The Aunt Jemima breakfast brand will change its logo and name as it was "based on a racial stereotype", parent company Quaker Oats said on Wednesday. The brand features an African-American woman originally sporting a mammy kerchief, a type of branding that played on old plantation nostalgia. It was later removed after being accused of furthering racial stereotypes that dated back to the 1800s when slavery was prevalent in the U.S.
The decision was taken in the light of anti-racism protests that raged throughout the country, after the killing of African-American man George Floyd by white police officers in Minneapolis, Minnesota.
Richie Richardson, an associate professor of African American literature in the Africana Studies and Research Center at Cornell University, wrote an op-ed in the New York Times titled 'Can We Please, Finally, Get Rid of 'Aunt Jemima'? In this, she argued how the brand is linked to Southern racism.
'Aunt Jemima' is inspired by an old minstrel song 'Old Aunt Jemima'. Richardson argues that the logo was an outgrowth of the southern plantation nostalgia and romance grounded in the idea of the "mammy" -- 'a devoted and submissive servant', who nurtured the children of her white master while neglecting her own. Here, she is portrayed as 'an asexual, plump black woman wearing a headscarf'. The character is "premised on this idea of Black inferiority and otherness", Richardson told TODAY.

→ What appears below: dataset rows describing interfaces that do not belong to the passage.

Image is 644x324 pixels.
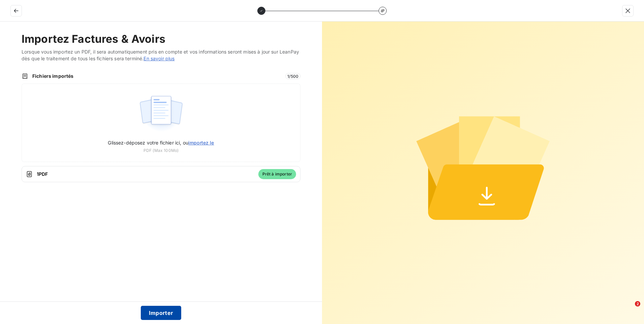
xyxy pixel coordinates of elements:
span: Fichiers importés [32,73,281,80]
a: En savoir plus [143,56,175,61]
span: Glissez-déposez votre fichier ici, ou [108,140,214,146]
button: Importer [141,306,182,320]
span: 1 PDF [37,171,255,178]
h2: Importez Factures & Avoirs [22,32,301,45]
iframe: Intercom live chat [621,301,638,317]
span: Prêt à importer [259,169,296,179]
span: PDF (Max 100Mo) [143,147,179,153]
span: 2 [635,301,641,306]
span: importez le [188,140,215,146]
span: Lorsque vous importez un PDF, il sera automatiquement pris en compte et vos informations seront m... [22,49,301,62]
img: illustration [139,92,183,135]
span: 1 / 500 [285,73,301,79]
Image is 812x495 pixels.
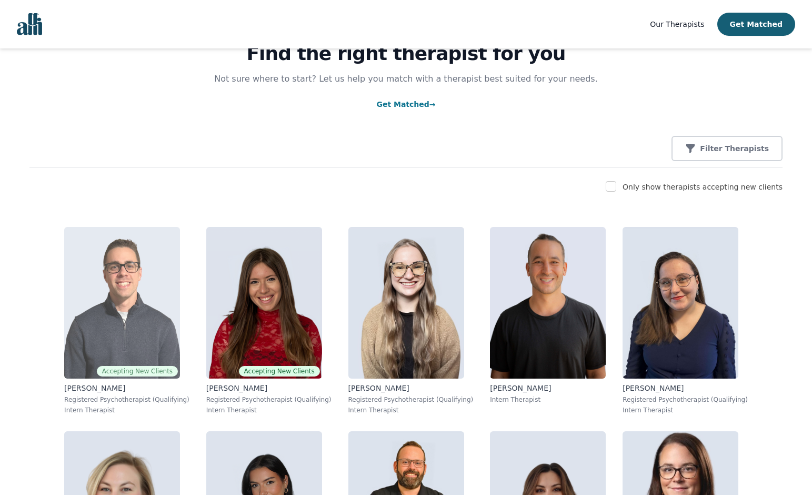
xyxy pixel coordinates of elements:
[349,395,474,404] p: Registered Psychotherapist (Qualifying)
[64,383,190,393] p: [PERSON_NAME]
[29,43,783,64] h1: Find the right therapist for you
[490,383,606,393] p: [PERSON_NAME]
[430,100,436,108] span: →
[206,383,332,393] p: [PERSON_NAME]
[376,100,435,108] a: Get Matched
[650,18,704,31] a: Our Therapists
[623,395,748,404] p: Registered Psychotherapist (Qualifying)
[349,383,474,393] p: [PERSON_NAME]
[349,227,464,379] img: Faith_Woodley
[490,395,606,404] p: Intern Therapist
[672,136,783,161] button: Filter Therapists
[700,143,769,154] p: Filter Therapists
[349,406,474,414] p: Intern Therapist
[623,406,748,414] p: Intern Therapist
[340,218,482,423] a: Faith_Woodley[PERSON_NAME]Registered Psychotherapist (Qualifying)Intern Therapist
[206,406,332,414] p: Intern Therapist
[614,218,757,423] a: Vanessa_McCulloch[PERSON_NAME]Registered Psychotherapist (Qualifying)Intern Therapist
[64,395,190,404] p: Registered Psychotherapist (Qualifying)
[623,183,783,191] label: Only show therapists accepting new clients
[204,73,609,85] p: Not sure where to start? Let us help you match with a therapist best suited for your needs.
[623,227,739,379] img: Vanessa_McCulloch
[64,406,190,414] p: Intern Therapist
[198,218,340,423] a: Alisha_LevineAccepting New Clients[PERSON_NAME]Registered Psychotherapist (Qualifying)Intern Ther...
[650,20,704,28] span: Our Therapists
[56,218,198,423] a: Ethan_BraunAccepting New Clients[PERSON_NAME]Registered Psychotherapist (Qualifying)Intern Therapist
[97,366,178,376] span: Accepting New Clients
[64,227,180,379] img: Ethan_Braun
[206,395,332,404] p: Registered Psychotherapist (Qualifying)
[239,366,320,376] span: Accepting New Clients
[17,13,42,35] img: alli logo
[482,218,614,423] a: Kavon_Banejad[PERSON_NAME]Intern Therapist
[206,227,322,379] img: Alisha_Levine
[718,13,796,36] button: Get Matched
[623,383,748,393] p: [PERSON_NAME]
[490,227,606,379] img: Kavon_Banejad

Maurice Manring, author of the book 'Slave in a Box: The Strange Career of Aunt Jemima', had the same opinion. In a 2007 interview with NPR, she said the Aunt Jemima's advertising was played on a certain type of racial nostalgia, "about how great plantation life was and how great it was to have someone like Aunt Jemima who would make pancakes or whatever you want.
It played on the notion that at a time when middle-class housewives weren't able to employ black maids like Aunt Jemima, they can still have her recipe, which was "the next best thing", Manring said.
About the Aunt Jemima brand
The Aunt Jemima brand is 130 years old, currently owned by Quaker Oats, a subsidiary of Pepsico. The Aunt Jemima pancake was developed in 1889 by Chris Rutt and Charles Underwood, two white flour mill owners. The character was first brought to life by Nancy Green, who herself was born into slavery. The character was later played by other women, including Aylene Lewis, Anna Robinson and Lou Blanchard.
In a statement to NBC News on Wednesday, Kristin Kroepfl, vice president and chief marketing officer of Quaker Foods North America, said that while the brand had updated over the years to be "appropriate and respectful", those changes were not enough. The company will remove the image and change the name. It said that the new packaging will begin to appear in the fall and that a new name will be announced later.